Take These 5 Steps When Preparing Your Job Application

Take These 5 Steps When Preparing Your Job Application

Take These 5 Steps When Preparing Your Job Application

Summary: You can narrow down your job search by identifying your skills and interests. Communicating your strengths, skill sets, and priorities can help hiring and HR managers see you as a valuable team member.

How to Describe Who You Are and What You Bring to a Career

You may have already started to look into a career path and are on your way. Regardless of where you are in the career process, it’s always a good time to start thinking about how you describe your education, career experience, and transferable skills in introduction documents like cover letters and résumés. Here, we walk you through a 5-step process to help you develop phrases that will accurately describe who you are, what you can bring to a job, and what will make an employer want to learn more.

Knowing Your Skills, Interests, and What Makes You Unique

“Self-starter,” “team player,” “out-of-the-box thinker,” “results-focused.” Chances are you have or will see these terms in job descriptions. Employers may use these types of phrases to search for self-sufficient employees.

How can you stand out to a potential employer? By knowing your skills and interests, you can highlight what makes you unique without resorting to phrases with little real meaning. These next steps will help you identify and hone your skills and interests, so you can identify and target your search for the jobs that will best fit you.

Step 1. List Your Proudest Experiences

step1

Review the things you have done so far and list the experiences that made you feel the happiest, most energized, and proudest. Career experts at the University of Waterloo in Canada call these experiences “pride experiences.” They suggest you list only those activities and accomplishments that make you want to exclaim to somebody, “I did it myself!”

Examples of pride experiences:

  • I helped two friends settle an argument.
  • I designed a website.
  • I taught a class of young children how to swim.
  • I built my own bookshelves.
  • I won class president at my high school.
  • I received an internship abroad.

Step 2. Detail Your Favorite Experiences

After you have made a list of your pride experiences, choose 5 to 7 of your favorite experiences and write a story about them in more detail. How did you accomplish these experiences? These stories are resources for creating or updating your résumé or writing a cover letter. You can also use them in job interviews when asked about your accomplishments.

Step 3. Identify Your Skills

Skills are the things that you can do. Making a bookshelf or being a creative teacher are examples of skills that only some possess. Transferable skills are those skills that can be most useful in a variety of jobs and working conditions and can be divided into three broad categories.

Three categories of transferable skills:

  • Things – Working with machines, vehicles, or tools and can build or fix many things; this also can include caring for plants or animals
  • Information and ideas – Gathering, managing, or analyzing information or creating and implementing new ideas
  • People – Working with people in groups or individually, which can include skills in teaching, caring-giving, supervision, management, or leadership

One way to identify transferable skills is with a checklist. You can easily find several checklists online that career experts have analyzed and grouped into categories of job-related skills. Suppose you are still determining your transferable skills. In that case, the following online checklists can be useful in identifying them—try several lists to gather the most information about your skills.

Online skill checklist examples:

Once you have a comprehensive list of skills, identify 5 to 10 skills that stand out to you. Place each of your favorite skills on individual cards or sticky notes.

Step 4. Identify Your Interests

step4

Interests are the things you like to do and can come from hobbies, volunteering, or pursuing personal activities for enjoyment. However, think about your interests in terms of a job and determine what you want to do all day, several days a week.

Your skill stories and self-assessment results will help you identify many of your interests. Think of those interests that would be enjoyable in a work environment. List at least 5 to 10 interests from your stories and assessments. Place each of your interests on a sticky note or card.

Step 5. Find Patterns and Prioritize

Now that you have your favorite 5 to 10 interests on sticky notes or cards and 5 to 10 skills on sticky notes and cards, it’s time to look for patterns. Earlier, this article discussed that transferable skills fall into three categories: being skilled with things, information, or people. Do any of your sticky notes fall into these categories? Can you determine a pattern or theme from any of your sticky notes? Consider a working environment and sort your cards or sticky notes using them as job descriptions from most appealing to least appealing jobs.

Your Career List

your career list

The activities in this article, like writing experience stories, completing skills and interest assessments, and looking for patterns, are intended to help you better define your skills and interests for pursuing a career or seeking a job. When you have a detailed list of your experiences, skills, and interests, you can start looking for jobs or careers that complement your list. The list can also serve as talking points for a job interview.

Save this list where you can refer to it often. The compiled list can also aid you in crafting a résumé or in writing a cover letter for a job application. It’s also good to look at your list occasionally to see if it accurately reflects your skills and interests. As you continue your career journey, you may wish to add to your list or edit it to fit your needs.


=== Task item ===
What you write must match exactly the lines from the one with "What do you see at coordinates (12, 54)" through the last line of the material below.

=== Records for this task ===
_ _ _ _ _ _ _

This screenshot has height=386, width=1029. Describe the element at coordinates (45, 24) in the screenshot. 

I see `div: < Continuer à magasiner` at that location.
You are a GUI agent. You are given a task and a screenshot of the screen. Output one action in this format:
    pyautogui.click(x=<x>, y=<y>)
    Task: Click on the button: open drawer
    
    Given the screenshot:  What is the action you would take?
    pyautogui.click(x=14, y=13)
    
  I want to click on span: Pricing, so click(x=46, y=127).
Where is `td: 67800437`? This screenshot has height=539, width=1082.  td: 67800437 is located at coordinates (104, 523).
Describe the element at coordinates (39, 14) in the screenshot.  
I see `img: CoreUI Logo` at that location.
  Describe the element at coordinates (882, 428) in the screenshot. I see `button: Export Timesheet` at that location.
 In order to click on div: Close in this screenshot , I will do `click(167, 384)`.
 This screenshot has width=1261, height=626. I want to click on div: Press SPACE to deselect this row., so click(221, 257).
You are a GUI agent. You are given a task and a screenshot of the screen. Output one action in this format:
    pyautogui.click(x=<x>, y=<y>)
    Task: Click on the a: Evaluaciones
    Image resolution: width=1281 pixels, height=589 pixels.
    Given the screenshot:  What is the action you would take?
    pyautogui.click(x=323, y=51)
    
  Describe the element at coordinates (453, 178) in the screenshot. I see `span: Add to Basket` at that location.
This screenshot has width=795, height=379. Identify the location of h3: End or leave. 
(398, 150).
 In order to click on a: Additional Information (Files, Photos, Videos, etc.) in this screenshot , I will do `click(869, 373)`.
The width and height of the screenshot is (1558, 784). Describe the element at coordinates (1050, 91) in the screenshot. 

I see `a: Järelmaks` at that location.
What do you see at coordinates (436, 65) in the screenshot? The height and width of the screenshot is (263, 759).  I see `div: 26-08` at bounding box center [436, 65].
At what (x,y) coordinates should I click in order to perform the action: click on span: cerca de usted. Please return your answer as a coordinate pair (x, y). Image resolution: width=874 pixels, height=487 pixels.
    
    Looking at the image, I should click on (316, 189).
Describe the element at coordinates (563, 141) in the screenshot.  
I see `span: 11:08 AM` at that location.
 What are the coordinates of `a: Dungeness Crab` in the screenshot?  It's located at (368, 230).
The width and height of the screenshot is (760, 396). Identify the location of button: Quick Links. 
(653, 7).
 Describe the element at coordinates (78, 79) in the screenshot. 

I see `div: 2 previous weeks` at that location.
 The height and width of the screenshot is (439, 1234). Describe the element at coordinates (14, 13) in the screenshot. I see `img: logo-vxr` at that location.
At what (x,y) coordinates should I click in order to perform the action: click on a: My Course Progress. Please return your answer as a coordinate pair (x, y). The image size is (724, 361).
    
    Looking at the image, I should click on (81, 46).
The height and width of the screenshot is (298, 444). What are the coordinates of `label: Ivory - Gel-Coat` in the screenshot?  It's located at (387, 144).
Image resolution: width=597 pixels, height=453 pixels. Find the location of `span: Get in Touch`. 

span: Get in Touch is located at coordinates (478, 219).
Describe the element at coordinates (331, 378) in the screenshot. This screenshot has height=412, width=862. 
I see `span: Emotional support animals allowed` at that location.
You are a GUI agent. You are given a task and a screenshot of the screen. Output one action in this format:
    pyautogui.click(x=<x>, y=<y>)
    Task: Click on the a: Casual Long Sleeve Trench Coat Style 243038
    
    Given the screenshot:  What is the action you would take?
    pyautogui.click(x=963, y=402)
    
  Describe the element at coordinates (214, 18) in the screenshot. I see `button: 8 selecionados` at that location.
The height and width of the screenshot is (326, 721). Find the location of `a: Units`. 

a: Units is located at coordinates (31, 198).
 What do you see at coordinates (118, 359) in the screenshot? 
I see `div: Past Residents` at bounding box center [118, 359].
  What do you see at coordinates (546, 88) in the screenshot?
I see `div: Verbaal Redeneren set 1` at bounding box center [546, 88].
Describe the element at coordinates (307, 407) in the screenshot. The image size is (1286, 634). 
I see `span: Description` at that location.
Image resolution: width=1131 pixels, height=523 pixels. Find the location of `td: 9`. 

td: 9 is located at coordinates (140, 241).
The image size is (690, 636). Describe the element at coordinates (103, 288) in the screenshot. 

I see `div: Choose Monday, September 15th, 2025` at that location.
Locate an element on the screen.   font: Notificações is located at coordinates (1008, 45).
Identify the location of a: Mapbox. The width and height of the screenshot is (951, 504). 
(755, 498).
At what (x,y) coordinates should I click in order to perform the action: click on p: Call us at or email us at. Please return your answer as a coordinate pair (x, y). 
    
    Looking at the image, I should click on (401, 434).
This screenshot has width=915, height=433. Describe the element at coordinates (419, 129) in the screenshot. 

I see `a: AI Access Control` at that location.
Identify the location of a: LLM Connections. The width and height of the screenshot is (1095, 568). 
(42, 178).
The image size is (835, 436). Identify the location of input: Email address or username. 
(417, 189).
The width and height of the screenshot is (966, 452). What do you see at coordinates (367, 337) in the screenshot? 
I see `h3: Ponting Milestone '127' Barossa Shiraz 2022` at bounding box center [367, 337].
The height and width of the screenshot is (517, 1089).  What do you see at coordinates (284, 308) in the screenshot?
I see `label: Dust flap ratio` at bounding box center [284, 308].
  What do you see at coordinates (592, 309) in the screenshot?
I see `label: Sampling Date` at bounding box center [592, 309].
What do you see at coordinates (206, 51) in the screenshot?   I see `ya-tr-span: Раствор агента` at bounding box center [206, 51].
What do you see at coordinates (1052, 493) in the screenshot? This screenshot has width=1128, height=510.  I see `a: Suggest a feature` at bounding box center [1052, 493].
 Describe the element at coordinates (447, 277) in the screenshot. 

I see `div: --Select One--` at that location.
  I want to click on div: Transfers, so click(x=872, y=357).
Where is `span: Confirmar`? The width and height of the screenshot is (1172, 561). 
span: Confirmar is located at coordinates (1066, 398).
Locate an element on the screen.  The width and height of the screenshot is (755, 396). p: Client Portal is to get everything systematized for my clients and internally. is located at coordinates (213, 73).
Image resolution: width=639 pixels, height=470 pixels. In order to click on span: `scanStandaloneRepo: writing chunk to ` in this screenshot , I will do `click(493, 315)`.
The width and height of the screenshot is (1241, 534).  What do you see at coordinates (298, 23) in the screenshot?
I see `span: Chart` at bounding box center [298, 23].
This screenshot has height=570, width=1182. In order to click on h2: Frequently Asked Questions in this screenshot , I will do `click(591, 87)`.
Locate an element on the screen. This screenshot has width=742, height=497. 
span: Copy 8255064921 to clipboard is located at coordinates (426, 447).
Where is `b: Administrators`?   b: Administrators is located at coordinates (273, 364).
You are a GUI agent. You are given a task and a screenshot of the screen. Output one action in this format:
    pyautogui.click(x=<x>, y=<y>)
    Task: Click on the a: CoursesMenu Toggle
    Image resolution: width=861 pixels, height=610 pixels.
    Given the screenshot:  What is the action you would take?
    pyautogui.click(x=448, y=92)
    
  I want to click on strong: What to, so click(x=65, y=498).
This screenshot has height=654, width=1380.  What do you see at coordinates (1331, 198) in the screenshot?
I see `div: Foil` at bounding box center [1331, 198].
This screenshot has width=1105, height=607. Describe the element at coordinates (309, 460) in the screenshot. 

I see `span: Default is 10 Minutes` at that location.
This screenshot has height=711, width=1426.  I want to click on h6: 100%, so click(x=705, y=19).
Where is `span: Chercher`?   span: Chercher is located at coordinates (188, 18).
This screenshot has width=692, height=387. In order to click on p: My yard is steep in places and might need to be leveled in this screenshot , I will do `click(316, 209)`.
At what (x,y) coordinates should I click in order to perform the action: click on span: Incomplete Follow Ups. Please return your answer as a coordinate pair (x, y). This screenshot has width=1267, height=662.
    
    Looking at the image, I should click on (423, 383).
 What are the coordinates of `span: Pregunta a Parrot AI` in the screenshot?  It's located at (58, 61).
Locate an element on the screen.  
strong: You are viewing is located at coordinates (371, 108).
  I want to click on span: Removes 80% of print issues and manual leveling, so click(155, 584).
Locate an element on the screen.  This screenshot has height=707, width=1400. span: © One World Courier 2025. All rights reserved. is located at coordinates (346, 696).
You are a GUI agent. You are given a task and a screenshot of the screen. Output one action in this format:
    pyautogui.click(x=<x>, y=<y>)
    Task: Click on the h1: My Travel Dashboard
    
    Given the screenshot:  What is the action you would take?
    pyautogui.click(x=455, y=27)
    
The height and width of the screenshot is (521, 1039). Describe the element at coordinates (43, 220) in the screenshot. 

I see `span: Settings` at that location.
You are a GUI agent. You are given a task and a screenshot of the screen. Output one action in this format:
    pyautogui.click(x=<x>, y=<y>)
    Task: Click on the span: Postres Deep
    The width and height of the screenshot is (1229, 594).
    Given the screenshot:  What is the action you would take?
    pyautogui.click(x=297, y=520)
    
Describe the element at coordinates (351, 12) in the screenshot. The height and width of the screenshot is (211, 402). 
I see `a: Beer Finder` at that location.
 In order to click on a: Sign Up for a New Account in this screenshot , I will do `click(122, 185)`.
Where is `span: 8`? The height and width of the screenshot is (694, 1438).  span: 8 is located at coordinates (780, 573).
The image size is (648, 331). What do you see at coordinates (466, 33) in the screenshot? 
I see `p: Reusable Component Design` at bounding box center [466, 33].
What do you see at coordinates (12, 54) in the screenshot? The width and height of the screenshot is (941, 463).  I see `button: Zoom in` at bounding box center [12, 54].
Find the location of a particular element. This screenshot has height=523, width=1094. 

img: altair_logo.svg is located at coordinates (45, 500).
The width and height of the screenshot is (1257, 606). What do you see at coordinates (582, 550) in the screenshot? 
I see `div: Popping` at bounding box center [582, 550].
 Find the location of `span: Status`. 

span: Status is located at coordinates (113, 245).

_ _ _ _ _ _ _

=== Response to this exercise ===
What do you see at coordinates (12, 54) in the screenshot? The width and height of the screenshot is (941, 463).  I see `button: Zoom in` at bounding box center [12, 54].
Find the location of a particular element. This screenshot has height=523, width=1094. 

img: altair_logo.svg is located at coordinates (45, 500).
The width and height of the screenshot is (1257, 606). What do you see at coordinates (582, 550) in the screenshot? 
I see `div: Popping` at bounding box center [582, 550].
 Find the location of `span: Status`. 

span: Status is located at coordinates (113, 245).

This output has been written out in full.